In a very unusual move, Turkey recalled its ambassador to Washington on Monday over a statement made by the United States regarding the recent killing of thirteen kidnapped Turks in the nation of Iraq.

Turkish President Recep Tayyip Erdogan declared angrily that the US statement, which equivocally condemns the killings — apparently only if the killings are found to be the responsibility of the PKK — shows that Washington in fact supports the Kurdish armed group.

Turkey summoned its ambassador back to Ankara on Monday in an effort to convey “in the strongest terms” its reaction to the statement, which Erdogan charged was “a farce”.

According to Turkish sources, fighters from the outlawed Kurdistan Workers Party (PKK) executed the captives on Sunday. Their number included Turkish military and police personnel who were part of a military operation in northern Iraq.

With fighting between the Peshmerga and the PKK now intensifying again in Iraq, Turkey vowed that its operation against the PKK in that country will continue.

The US has long sided with the Kurdish fighters in the neighboring country of Syria. However, Erdogan openly accused the United States on Monday of supporting what he said were “terrorists.”

US statement “a farce”

“The statement made by the United States is a farce,” Erdogan charged. “You said you did not support terrorists, when in fact you are on their side and behind them,” he stated in televised remarks critical of the US State Department statement, which did not blindly accept Ankara’s account of the incident.

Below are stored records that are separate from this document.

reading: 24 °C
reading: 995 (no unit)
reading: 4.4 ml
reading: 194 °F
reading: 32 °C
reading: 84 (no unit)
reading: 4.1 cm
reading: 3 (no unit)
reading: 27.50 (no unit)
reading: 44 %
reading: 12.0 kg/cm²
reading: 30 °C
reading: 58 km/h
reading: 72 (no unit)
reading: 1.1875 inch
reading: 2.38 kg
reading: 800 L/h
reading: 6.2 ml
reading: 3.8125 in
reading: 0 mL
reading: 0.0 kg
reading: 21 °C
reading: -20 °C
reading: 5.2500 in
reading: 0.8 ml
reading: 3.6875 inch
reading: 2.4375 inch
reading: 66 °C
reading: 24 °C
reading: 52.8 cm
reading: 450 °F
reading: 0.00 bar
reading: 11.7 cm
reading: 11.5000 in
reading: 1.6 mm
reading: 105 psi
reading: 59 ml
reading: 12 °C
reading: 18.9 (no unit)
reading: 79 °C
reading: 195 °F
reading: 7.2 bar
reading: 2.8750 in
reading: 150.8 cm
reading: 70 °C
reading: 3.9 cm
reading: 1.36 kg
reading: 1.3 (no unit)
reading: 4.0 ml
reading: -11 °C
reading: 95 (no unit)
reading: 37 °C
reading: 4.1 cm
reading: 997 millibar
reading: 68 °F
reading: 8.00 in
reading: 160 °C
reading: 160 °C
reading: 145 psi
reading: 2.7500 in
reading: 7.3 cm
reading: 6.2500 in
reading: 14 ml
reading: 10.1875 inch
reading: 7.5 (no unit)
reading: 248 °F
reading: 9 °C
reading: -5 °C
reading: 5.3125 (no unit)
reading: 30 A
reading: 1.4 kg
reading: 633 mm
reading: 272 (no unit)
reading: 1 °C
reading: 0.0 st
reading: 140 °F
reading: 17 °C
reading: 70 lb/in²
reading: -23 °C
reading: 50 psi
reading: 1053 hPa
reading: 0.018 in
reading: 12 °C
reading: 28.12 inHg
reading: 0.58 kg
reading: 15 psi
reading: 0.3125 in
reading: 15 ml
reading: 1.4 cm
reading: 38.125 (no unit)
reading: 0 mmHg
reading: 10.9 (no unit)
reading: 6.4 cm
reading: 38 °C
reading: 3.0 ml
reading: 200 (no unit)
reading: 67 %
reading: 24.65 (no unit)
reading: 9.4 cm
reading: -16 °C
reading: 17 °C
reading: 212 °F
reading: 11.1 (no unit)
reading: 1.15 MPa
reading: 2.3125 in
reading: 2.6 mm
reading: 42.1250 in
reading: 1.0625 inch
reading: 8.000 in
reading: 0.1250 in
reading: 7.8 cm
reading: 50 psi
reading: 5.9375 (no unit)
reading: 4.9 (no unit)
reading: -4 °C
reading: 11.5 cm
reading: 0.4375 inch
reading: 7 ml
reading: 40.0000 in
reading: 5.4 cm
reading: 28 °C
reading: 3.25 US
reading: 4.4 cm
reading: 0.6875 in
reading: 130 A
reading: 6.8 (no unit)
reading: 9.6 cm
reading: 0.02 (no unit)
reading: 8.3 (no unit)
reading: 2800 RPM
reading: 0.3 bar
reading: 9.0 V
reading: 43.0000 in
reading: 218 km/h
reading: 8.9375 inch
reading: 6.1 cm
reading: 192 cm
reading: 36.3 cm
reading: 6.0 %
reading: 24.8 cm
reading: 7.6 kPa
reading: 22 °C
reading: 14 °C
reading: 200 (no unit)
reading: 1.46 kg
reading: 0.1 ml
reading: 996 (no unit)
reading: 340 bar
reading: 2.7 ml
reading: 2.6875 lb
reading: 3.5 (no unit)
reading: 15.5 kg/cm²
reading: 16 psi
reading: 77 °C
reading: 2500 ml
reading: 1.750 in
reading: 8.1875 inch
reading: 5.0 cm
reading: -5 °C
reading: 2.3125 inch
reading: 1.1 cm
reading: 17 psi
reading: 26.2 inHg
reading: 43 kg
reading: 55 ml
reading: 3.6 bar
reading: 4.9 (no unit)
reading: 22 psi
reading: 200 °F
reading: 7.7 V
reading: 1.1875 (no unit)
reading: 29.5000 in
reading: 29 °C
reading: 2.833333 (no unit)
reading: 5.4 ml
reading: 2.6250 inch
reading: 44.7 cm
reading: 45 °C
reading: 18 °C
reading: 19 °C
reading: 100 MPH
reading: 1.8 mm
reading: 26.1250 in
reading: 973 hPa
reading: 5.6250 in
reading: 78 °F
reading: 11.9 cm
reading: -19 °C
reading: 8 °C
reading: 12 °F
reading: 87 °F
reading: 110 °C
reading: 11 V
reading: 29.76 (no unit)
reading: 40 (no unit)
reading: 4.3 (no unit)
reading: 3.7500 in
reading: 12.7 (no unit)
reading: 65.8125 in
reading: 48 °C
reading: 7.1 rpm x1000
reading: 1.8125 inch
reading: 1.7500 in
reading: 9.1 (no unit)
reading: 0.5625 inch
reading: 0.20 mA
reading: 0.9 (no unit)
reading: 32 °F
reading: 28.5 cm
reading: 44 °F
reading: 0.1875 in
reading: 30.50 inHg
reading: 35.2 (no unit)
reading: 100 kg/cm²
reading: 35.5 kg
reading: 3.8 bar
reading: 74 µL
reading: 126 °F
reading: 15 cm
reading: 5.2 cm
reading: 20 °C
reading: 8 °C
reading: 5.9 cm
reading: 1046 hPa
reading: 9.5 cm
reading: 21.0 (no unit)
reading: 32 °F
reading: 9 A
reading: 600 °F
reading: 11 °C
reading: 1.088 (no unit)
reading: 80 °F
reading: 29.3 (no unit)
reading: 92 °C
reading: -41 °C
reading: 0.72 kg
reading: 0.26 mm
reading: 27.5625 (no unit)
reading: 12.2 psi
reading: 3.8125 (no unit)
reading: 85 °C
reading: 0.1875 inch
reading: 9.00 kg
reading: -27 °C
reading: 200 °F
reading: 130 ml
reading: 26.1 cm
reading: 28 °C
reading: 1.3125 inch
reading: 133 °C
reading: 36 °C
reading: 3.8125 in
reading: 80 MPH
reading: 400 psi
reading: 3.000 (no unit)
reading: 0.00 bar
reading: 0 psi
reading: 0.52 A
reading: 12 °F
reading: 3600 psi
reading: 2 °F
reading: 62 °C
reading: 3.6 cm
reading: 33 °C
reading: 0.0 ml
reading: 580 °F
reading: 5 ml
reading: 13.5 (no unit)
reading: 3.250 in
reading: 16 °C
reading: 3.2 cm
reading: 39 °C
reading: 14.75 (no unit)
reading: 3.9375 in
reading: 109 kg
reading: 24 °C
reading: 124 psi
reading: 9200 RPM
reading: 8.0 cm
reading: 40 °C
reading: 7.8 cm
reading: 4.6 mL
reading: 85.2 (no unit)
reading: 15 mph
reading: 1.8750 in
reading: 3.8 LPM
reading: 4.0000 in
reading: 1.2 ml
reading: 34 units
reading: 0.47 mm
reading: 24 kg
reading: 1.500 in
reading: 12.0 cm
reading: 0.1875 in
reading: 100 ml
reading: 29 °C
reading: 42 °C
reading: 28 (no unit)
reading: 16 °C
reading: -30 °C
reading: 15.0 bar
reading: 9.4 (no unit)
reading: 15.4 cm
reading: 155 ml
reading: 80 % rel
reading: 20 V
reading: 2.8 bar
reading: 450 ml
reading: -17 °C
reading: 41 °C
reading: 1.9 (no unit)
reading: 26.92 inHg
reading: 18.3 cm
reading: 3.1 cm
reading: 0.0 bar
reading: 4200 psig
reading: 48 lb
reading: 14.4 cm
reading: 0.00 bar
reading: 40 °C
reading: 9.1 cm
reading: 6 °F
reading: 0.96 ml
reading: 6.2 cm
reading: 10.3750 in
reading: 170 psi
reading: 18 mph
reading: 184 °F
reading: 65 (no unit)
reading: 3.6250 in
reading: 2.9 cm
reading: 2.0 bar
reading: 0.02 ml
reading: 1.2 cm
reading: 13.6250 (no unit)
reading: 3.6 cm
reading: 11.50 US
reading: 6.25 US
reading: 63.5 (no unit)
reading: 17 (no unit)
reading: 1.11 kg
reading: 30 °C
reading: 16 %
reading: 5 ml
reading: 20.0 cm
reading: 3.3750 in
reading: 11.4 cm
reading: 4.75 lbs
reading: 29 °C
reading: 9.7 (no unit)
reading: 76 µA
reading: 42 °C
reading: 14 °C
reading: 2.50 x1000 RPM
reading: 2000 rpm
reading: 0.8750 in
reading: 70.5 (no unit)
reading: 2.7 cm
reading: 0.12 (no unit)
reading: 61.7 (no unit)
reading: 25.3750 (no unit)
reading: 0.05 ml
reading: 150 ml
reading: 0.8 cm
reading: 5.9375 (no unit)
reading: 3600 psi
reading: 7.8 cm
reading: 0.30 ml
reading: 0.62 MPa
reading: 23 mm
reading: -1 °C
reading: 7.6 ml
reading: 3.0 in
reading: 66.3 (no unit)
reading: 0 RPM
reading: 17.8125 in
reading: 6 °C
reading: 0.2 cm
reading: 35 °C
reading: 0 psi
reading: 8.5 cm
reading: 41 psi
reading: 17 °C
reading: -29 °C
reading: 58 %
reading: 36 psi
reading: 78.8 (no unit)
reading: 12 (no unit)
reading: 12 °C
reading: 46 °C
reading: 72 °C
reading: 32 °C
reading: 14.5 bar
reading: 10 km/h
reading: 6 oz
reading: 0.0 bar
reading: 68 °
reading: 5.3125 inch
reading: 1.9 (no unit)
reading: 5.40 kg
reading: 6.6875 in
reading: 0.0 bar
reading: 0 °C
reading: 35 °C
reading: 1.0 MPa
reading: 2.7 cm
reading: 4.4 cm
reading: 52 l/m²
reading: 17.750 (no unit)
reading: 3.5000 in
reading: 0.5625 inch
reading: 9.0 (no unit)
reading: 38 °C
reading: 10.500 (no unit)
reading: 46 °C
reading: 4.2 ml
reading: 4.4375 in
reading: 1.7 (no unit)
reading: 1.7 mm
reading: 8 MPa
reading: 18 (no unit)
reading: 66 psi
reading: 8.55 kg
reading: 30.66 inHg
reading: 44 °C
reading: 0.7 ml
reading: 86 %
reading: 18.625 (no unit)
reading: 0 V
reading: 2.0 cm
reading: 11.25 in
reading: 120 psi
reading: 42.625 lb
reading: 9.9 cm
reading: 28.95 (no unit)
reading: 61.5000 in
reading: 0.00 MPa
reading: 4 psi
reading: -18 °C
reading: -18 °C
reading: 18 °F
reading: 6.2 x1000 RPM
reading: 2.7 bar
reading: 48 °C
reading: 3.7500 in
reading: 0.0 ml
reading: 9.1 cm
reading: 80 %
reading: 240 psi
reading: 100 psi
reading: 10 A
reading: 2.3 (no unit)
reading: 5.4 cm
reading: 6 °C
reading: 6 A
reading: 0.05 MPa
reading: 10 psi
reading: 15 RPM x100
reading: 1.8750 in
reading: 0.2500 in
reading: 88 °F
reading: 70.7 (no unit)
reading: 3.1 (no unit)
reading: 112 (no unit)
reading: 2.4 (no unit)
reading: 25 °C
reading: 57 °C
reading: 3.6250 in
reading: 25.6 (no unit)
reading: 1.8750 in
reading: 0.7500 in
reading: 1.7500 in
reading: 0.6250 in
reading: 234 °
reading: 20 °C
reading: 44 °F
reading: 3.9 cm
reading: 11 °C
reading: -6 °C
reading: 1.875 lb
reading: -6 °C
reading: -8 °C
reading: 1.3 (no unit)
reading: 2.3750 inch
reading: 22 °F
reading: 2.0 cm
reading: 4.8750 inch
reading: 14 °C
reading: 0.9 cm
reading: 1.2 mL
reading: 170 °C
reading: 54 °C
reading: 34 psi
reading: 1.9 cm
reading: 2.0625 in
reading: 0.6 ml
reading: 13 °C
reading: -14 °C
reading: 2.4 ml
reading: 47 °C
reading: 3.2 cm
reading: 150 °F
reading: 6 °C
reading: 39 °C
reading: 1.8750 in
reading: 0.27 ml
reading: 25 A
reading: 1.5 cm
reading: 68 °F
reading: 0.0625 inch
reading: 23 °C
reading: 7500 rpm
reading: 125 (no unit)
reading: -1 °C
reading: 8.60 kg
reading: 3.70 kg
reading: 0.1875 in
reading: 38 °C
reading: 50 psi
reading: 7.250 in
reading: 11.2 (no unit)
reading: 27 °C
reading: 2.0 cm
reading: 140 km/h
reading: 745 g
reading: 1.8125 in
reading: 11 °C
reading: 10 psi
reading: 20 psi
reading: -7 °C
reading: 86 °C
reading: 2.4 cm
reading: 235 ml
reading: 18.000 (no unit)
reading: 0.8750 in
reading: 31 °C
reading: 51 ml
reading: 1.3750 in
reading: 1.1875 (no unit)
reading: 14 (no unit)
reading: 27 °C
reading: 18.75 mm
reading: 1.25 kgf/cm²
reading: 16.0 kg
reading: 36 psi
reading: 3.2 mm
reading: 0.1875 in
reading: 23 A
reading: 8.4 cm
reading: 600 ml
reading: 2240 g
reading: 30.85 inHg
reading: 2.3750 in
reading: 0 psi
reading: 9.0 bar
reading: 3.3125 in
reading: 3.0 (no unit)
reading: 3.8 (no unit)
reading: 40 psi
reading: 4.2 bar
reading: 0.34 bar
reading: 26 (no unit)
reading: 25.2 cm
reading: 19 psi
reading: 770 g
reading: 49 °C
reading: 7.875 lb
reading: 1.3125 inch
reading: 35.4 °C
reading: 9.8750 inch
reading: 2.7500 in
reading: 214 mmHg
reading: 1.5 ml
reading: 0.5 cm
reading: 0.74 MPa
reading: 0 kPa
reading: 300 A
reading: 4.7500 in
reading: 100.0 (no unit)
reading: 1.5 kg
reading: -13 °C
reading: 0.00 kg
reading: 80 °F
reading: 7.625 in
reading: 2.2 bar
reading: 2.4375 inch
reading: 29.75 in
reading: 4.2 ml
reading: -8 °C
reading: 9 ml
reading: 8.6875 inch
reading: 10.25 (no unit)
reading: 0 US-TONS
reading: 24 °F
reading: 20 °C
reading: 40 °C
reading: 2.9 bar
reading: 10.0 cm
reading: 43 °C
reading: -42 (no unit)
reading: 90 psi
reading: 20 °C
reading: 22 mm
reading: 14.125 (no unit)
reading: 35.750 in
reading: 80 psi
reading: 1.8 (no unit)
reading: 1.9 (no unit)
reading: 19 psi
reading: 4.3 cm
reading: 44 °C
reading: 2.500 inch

Earlier this month, Turkey launched a new military operation against PKK bases in northern Iraq which Erdogan claimed today was designed in part to free the hostages.

However, at least 48 members of the Kurdish armed group were also killed during the operation, according to information from the Turkish defense minister.

The PKK has been included on a list of terrorist groups worldwide by the  United States and many other Western nations. The group has been in open rebellion against the Turkish government since 1984 in an effort to establish a homeland for the Kurdish people and tens of thousands of people are believed to have perished in that struggle.

The Kurdish rebels in Syria, known as People’s Protection Units, or YPG, have been supported by the US in the nearly-constant internecine battles in that war-torn country.

Ankara believes that the YPG is an offshoot of the PKK.

In a statement released on Sunday, the US State Department said that it “deplores the death of Turkish citizens” but would wait for further confirmation of Ankara’s account of the deaths of the thirteen men.

“If reports of the death of Turkish civilians at the hands of the PKK, a designated terrorist organisation, are confirmed, we condemn this action in the strongest possible terms,” the State Department said in a statement.

The PKK itself stated that the men died when Turkish forces bombed the cave where the men were being kept as hostages.

True to form, Erdogan would not accept the US statement on the death of the Turkish men, flatly declaring that Turkey’s NATO allies must choose sides.

“After this, there are two options,” he stated. “Either act with Turkey with no ifs or buts, without questioning, or they will be a partner to every murder and bloodshed,” he warned.

“The terrorist organisation on our doorstep, on our borders, is killing innocents,” the Turkish premier added.

A report from Al Jazeera out of Istanbul said that the US doesn’t seem convinced by the official Turkish line that the Turkish men were killed by PKK bullets, leading Erdogan to “lash out” in indignation.

“Turkey has been criticizing the US for providing weapons and arms for the YPG, which is at the same time PKK for Turkey, because Turkey believes those weapons provided by the international coalition (to the PKK) in the fight against ISIL in Syria will one day be diverted to Turkey,” the report stated.

“That’s what officials have been claiming for the past two days … the PKK is using those weapons on Turkey’s citizens. That’s why Turkey is calling the West to pick a side – either with Turkey or the PKK.”

Turkish Foreign Minister calls killings a “massacre”

Turkey’s Foreign Minister Mevlut Cavusoglu stated after the diplomatic row that “Countries that claim to be combating terrorism are either silent on this massacre by the PKK or are trying to slur over it with ifs and buts.”

While making remarks at the opening of a new building for the Ethiopian Embassy in Ankara, Cavusoglu said that he promised to avenge the victims in the incident.

Turkish presidential spokesman Ibrahim Kalin also accused other countries of failing to speak out against the rebels in a Tweet he wrote on Sunday.

“(The PKK) attacks Turkish and Iraqi security forces and civilians. It continues its terrorist attacks in northern Syria. The world is silent. This silence is a shameful act of complicity. But we will not remain silent.”

The Turkish Army is known to conduct regular cross-border operations, even including air raids, on PKK bases in northern Iraq. Last Wednesday, Ankara launched a new mission, dubbed Claw-Eagle 2, against what it said were PKK fighters who were holed up in the northern Iraqi region of Gara.

The northern Iraq region has become the focus of Turkish actions over the last two years, where the PKK is known to have its stronghold, in the Qandil mountains along the Iranian border.